Osborne, 72, died of cancer in April 2013, eight days before he was due in court for a trial readiness conference, facing charges of felony conspiracy, perjury, and attempting to file a false record, plus misdemeanor political money-laundering. Eight codefendants had already accepted plea bargains, including four former San Jacinto City Council members.
After CERF relocated, Belcuore and Italiano sold the Winchester site for $465,000 on October 12, 2016.

“Queen Khaleesi saying goodbye to the boys as she goes on to her second career as a dressage horse.”
(United Pegasus Foundation photo)
CERF property “should be sold & assets transferred”

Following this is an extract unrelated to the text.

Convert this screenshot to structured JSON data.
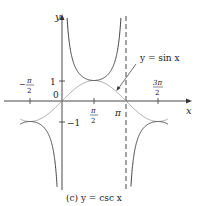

Continued Ransom, “For the past couple of years Ard has not applied for yearly grants from the accrediting organizations who would normally be responsible for spot checks, such as the Thoroughbred Aftercare Alliance and the California Retirement Management Account. Without grants and accreditation, no organization has the ability to inspect the properties.”
“She had received a huge grant and had $1 million left over to care for the horses, so the TAA and CARMA had no reason to think anything untoward was going on,” Meredith said.
Meredith told Ransom that the United Pegasus Foundation can accommodate the former CERF horses on the United Pegasus property in San Jacinto by moving some of the horses who were previously in San Jacinto back to the original United Pegasus sanctuary in Tehachapi, which it still owns.

Merritt & Beth Clifton
The CERF property, Meredith recommended, “should be sold and all assets transferred to other non-profits, as dictated by the CERF bylaws, but that’s getting way ahead of where we are now with the horses.”
As is nauseatingly usual, the innocent suffer and the guilty go on their merry way to commit yet more heinous crimes against yet more innocent living beings and those who truly care about them. The “owner” has the expression and the look of someone with a history of substance abuse.